DATE:
13/03/2006
Europe's Last Dictatorship Will Not Endure
By Mikulas Dzurinda
On Sunday the people of Belarus will cast their ballots for a new president in what should be the first, tentative step of this unhappy country toward democracy. But sadly, in the past few months we have received nothing but reports of campaign violations, tightening control of the media, imprisonment of civic activists and gross intimidation of the opposition, culminating in the beating of an opposition candidate. Under these cruel circumstances, one can doubt that the people of Belarus will have a free and fair choice.
I believe that what the people of Belarus are likely to be denied is the most fundamental of human rights: the right to political choice. I believe this choice applies not only to the election of the president but also to the character of the nation's politics and its path in the years ahead. I believe that this coming weekend the people of Belarus have a choice between political darkness and the light of freedom.
Eighteen years ago, when Soviet communism still occupied Europe's East, people in Bratislava, the capital of my homeland, decided to light candles in the central square. They came simply to pray in the candlelight for religious liberty, for freedom and for an end to the tyranny of totalitarianism. On that day the regime crushed the protest, but somehow the flickering lights that had briefly rolled back the darkness were not extinguished. Twenty months later the regime fell and freedom came to Central Europe.
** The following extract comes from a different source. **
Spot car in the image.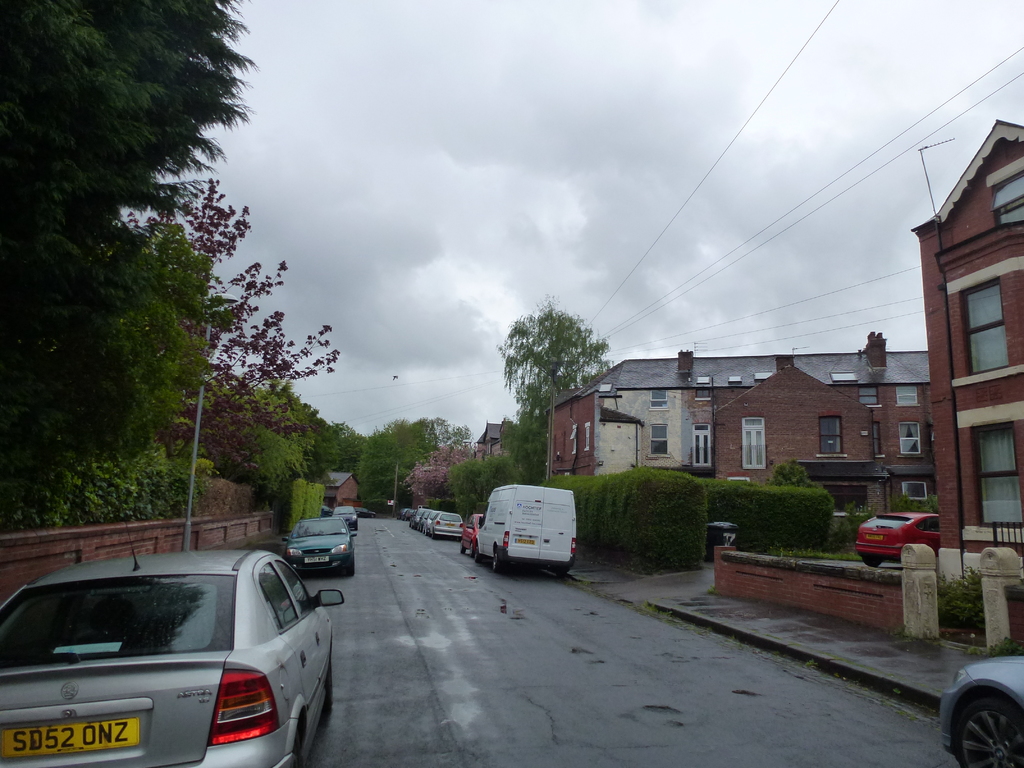
car found at rect(329, 503, 360, 527).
It has been a long road since those early days. As President Bush told my countrymen at the same square just a year ago, the road to liberty and prosperity has not always been straight or easy. But what began as little more than a prayer in the darkness has become a reality for the people of Slovakia. I am proud of Slovakia's achievements and its willingness today to support the cause of freedom and the advance of democracy around the world.
In my view, the historical forces set in motion by the aspirations of peoples yearning to be free are irresistible. Tyrants may well have acquired a new sophistication -- and certainly in Belarus a renewed ruthlessness -- but at the end of the day the attraction of freedom is a stronger force than the tactics of repression. This Thursday, and on the 16th day of every month, people in Belarus will be lighting candles as they did in the square years ago. They will be lighting candles and placing them in the windows of their homes for those who disappeared at the hands of the regime, for freedom, for a future without fear. And people of all ages will be wearing blue denim, the symbol of hope for a modern, European Belarus.
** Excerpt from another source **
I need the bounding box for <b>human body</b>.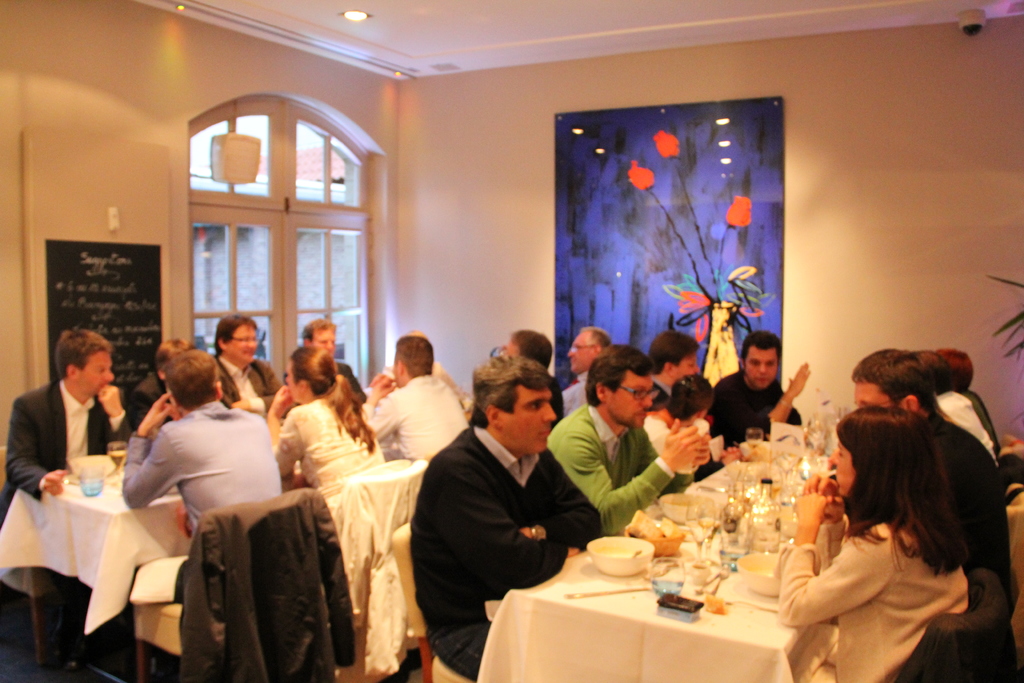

Last year, near the square where we lit candles, I introduced a special group of people to President Bush. These were civic leaders who championed freedom in their homelands. These were men and women who came from countries from the Baltic to the Black seas, from Georgia to Serbia and Montenegro, and, yes, from Belarus.
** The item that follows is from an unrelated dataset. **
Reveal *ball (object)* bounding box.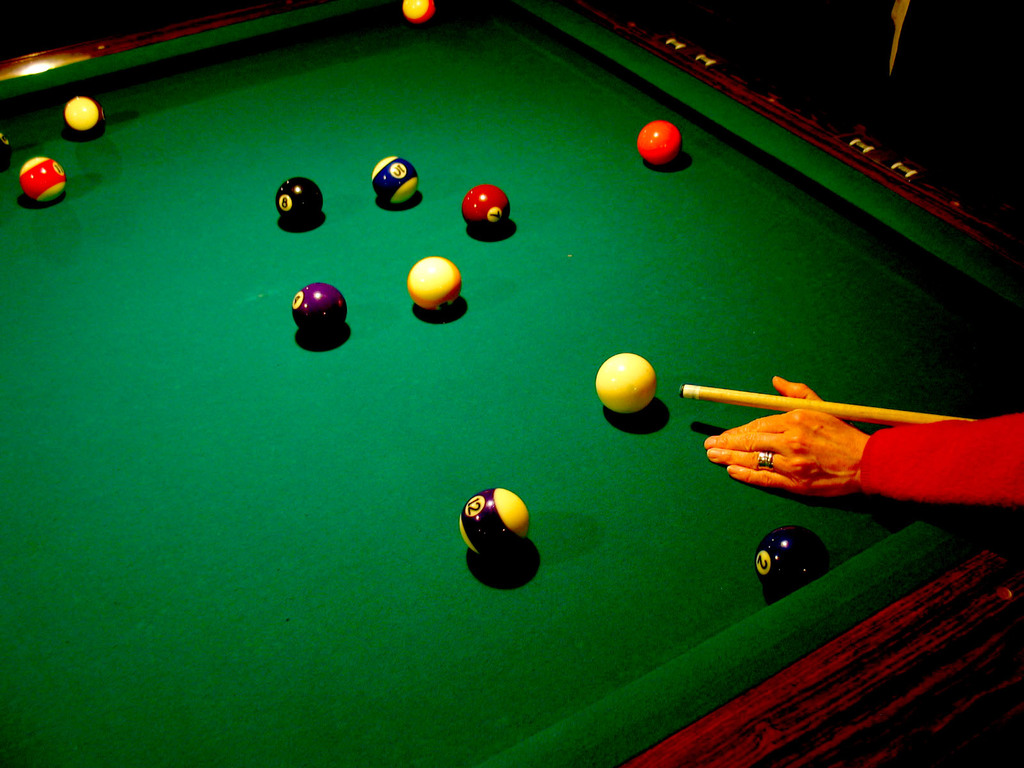
Revealed: bbox=[294, 282, 347, 339].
Later today Bush and I will talk about this meeting. Undoubtedly we will recall the bravery of these men and women and the solidarity we felt then with these extraordinary people. As the people of Belarus approach their nation's first attempt to make a free choice, we want them to know of our solidarity and that we wish them well.
A free and democratic Belarus will be a better home for its people and for their children. It will be a good neighbor for Europe and Russia, rather than the exporter of political refugees it is today. And a free Belarus would send a message to the world that the last dictatorship in Europe has finally come to an end.
What inspires such confidence in the people of Belarus? The same candles that lit the square in Bratislava now flicker in the apartment windows of Minsk and in small houses in the countryside. Perhaps, it is true, just one day of each month. But just as orange scarves and jackets began to fill the streets of Kiev, Ukraine, last winter, blue denim has become the fashion in the streets of Belarus and officials worry about the startling demand for candles. It all comes down to the inexplicable persistence of these tiny lights in the square. And this is the way the darkness finally ends and fear is forgotten.
The writer has been prime minister of the Slovak Republic since 1998.